Poverty, Livelihoods, and Sustainable Development Flashcards
(17 cards)
What are the challenges of the rural poor?
Climate change, economic transitions (i.e. industrialisation & urbanisation), governance failures (i.e. land rights or civil conflict)
What are the observed impacts of climate change?
Climate hazards impact livelihood resources. Warming trends and droughts pose high risk to a broad range of livelihood resources that the poor rely on. Life, bodily health and food security; and crop yield (agricultural productivity) are most at risk due to a broad range of climate hazards.
How does climate change impact poverty and inequality?
Recovery from climate change is complex. Sustained long-term investments are needed in ‘soft’ aspects of development (community organisation & mental health). Climate change + non-climate drivers = ↑ probability of long-term chronic poverty.
What are the disproportionate impacts of climate hazards?
The broader climate agenda needs to consider how social structures intersect with climate hazards.
What are the long-lasting effects of climate change on poverty & inequality?
Examples of areas severely impacted by climate change include: Mali after drought 1982 – 1984, Hurricane Katrina 2005, Hurricane Mitch 1998, Hurricane Maria 2017.
How do climate change impacts and SDGs interact?
Complex interactions are impacting development. High inequality and poverty (Africa, Central Asia, Central America) + Climate change is increasing: water insecurity (SDG 6), food insecurity (SDG 2) (directly/crop failure or indirectly/food prices). Targeting poverty may negatively influence all other SDGs.
What are maladaptation responses to climate change?
Have unintended consequences. Result from not addressing the root cause of vulnerabilities. Adaptation strategies redistribute risks to already poor and marginalised communities in the Global South. Include inequitable policies, benefits and support.
What are adaptation responses with positive outcomes to climate change?
See Table: Climate change mitigation responses in source.
What are climate change responses that protect the poor and vulnerable?
Timely: weeks or months (not years). Targeted: focus on affected communities or groups. Sustainable: long-lasting results leading to self-sufficiency.

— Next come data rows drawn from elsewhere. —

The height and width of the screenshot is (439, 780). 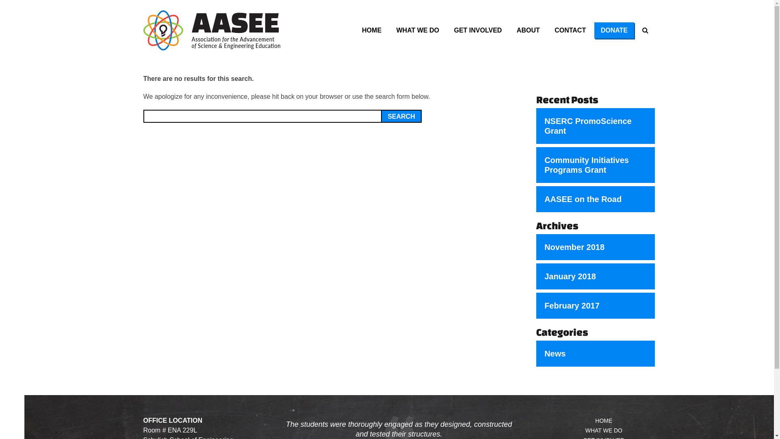 What do you see at coordinates (418, 30) in the screenshot?
I see `WHAT WE DO` at bounding box center [418, 30]. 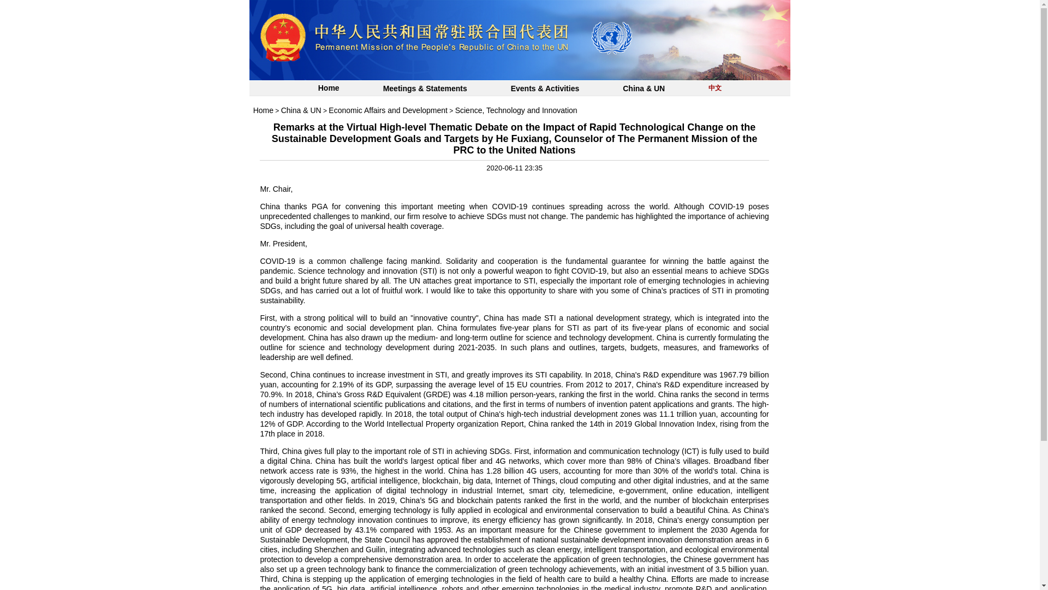 I want to click on Economic Affairs and Development, so click(x=388, y=110).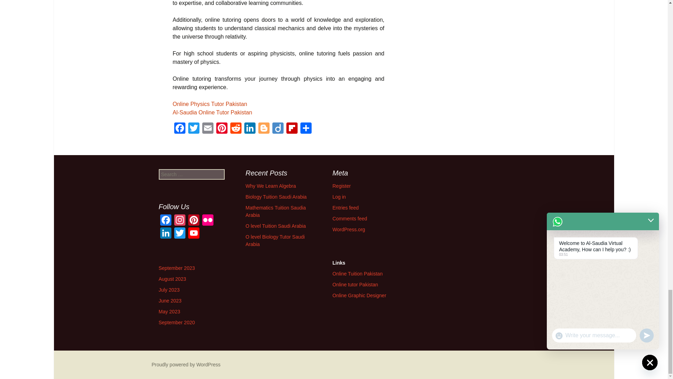 The image size is (673, 379). Describe the element at coordinates (179, 221) in the screenshot. I see `Instagram` at that location.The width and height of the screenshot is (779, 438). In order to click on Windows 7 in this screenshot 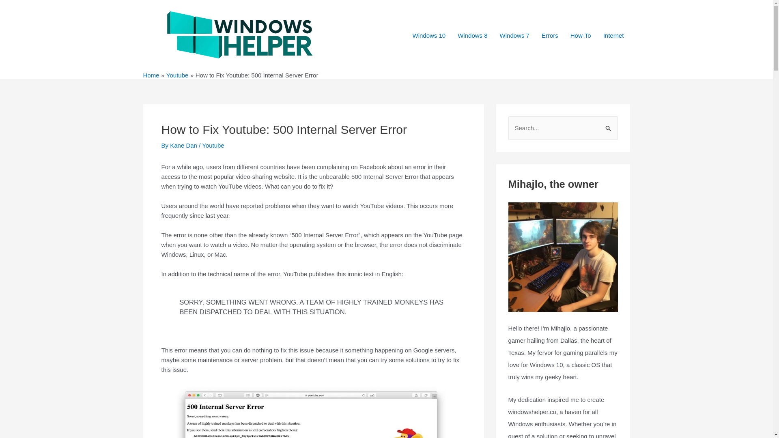, I will do `click(515, 36)`.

Integrated: Multifaceted and involve the engagement of various actors (vulnerable communities, government agencies, NGOs, civil society, media).
What are the spatial hotspots of vulnerability & mortality?

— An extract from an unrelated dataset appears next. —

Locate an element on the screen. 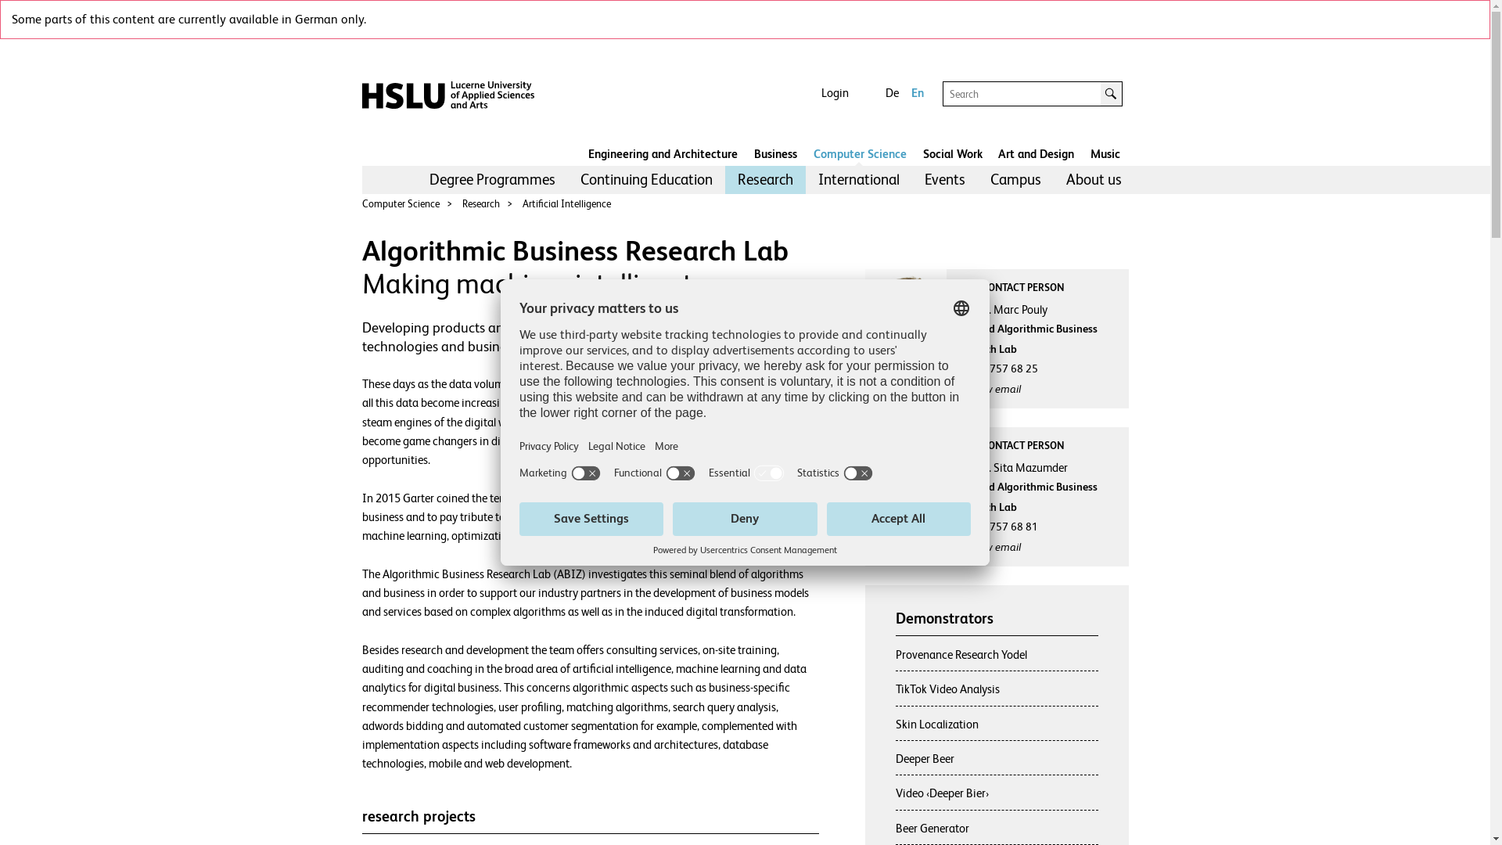  Business is located at coordinates (776, 155).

3.3 billion people live in very high to highly vulnerable countries. 1.8 billion people live in low to very low vulnerable countries.
What is regional vulnerability to climate change?
Moderate changes in global mean temperature (i.e. ↑ 1.5°C) will result in substantial ↑ risks for > 3 billion people due to high vulnerability. These countries face multiple development challenges at once, often caused by issues from colonisation & marginalisation, including high debts.
What is loss and damage as a result of climate change?
Negative impacts of climate change, mostly incurred by vulnerable or marginalised communities. ‘Residual Impacts’ can remain for the rest of a person’s life. Includes economic and non-economic loss and damage. Important to consider both economic and non-economic loss and damage when designing adaptation strategies & programs.
How are livelihoods shifting due to climate change?
People are modifying livelihood activities, broadening livelihood strategies, completely changing livelihood activity. These changes can lead to social tipping points.
What are shared socio-economic pathway (SSP) scenarios?
Various development pathways (i.e., levels of economic growth, poverty, inequality, demographic change). Utilised alongside emission scenarios (RCPs) in CMIP6 climate model used in IPCC AR6.
What are social tipping points?
Climate change has the potential to trigger major and sudden social transformations. There is no linear relationship between climate change and the social impacts they produce. Social tipping points can: push and aggravate economic, social, and political stressors; reduce the ability of people and systems to cope; overwhelm systems; lead to a cascade of disruptions (e.g. livelihood insecurity, migration, displacement, food insecurity, impoverishment, civil and political conflict, change of political regimes).
What is climate resilient development?
“Development that minimises the harm caused by climate change impacts, while maximising the many human development opportunities presented by a low emission, more resilient future.”
What is the relationship between sustainable development and the adaptation gap?
Even with low emissions, if poverty and inequality stay high, impacts remain high, and may overwhelm adaptation capacity.